After all, without those influences, the music wouldn’t be an accurate representation of Lawrence’s musical identity, which is so steeped in the era of early ‘90s country.
“I think one of the great things about being in the ‘90s, there was a lot of traditional stuff — that was given a little bit of a progressive edge,” he recalls. “If you remember, when all that stuff started in the early ‘90s, you had Clint Black, Travis Tritt, Mark Chesnutt, Garth Brooks and Alan Jackson, that all came up about 1989.
“That’s when I knew I was coming to Nashville,” Lawrence continues. “It was like, ‘Things are changing and I need to be there and be a part of it.’…It was a great era of country music to me, one of the greatest I think that ever was.”
With the release of Hindsight 2020, the singer knows that he has an opportunity to introduce that era to a whole new generation of fans, who might not have been listening to country music in the early ‘90s or even been born yet. Even now, Lawrence says, he’s seeing an uptick in younger listeners’ interest in ‘90s country, and thanks to streaming, those listeners have access to artists’ entire discographies at their fingertips.

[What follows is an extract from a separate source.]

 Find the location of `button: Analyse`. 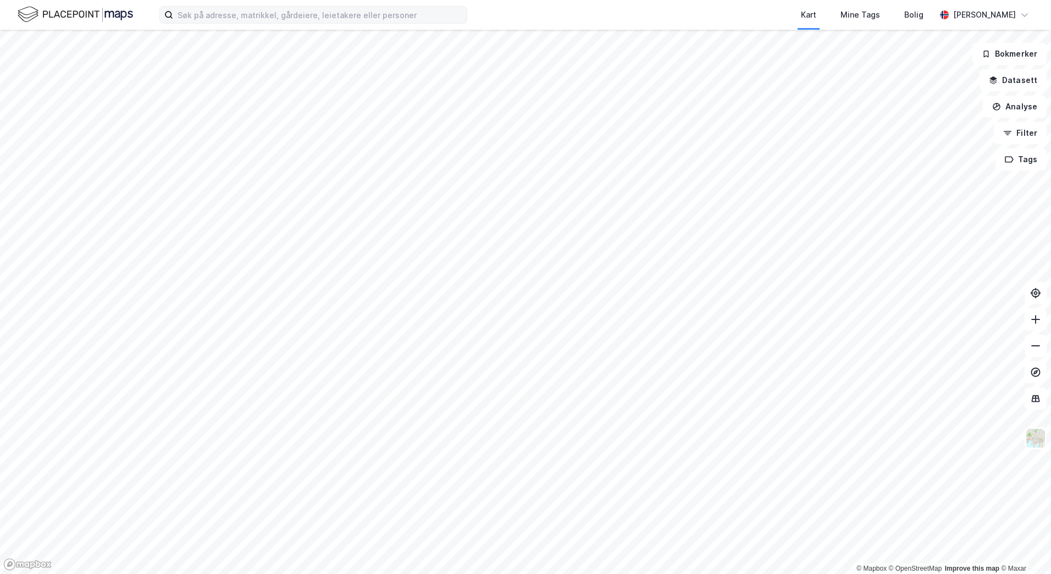

button: Analyse is located at coordinates (1015, 107).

“They have access to everything, and that’s pretty amazing, that if they find something that appeals to them, they can go digging through your catalogue,” he notes. “I just hope they appreciate my style and where I come from. I’m not a pop singer, and I’m not a pop country singer. My stuff is either rockin’ or hardcore, cryin’-in-your-beer, you know, about somebody who broke your heart. I like the traditional elements of it.”
Volume 1 of Lawrence’s Hindsight 2020 is due out on April 23.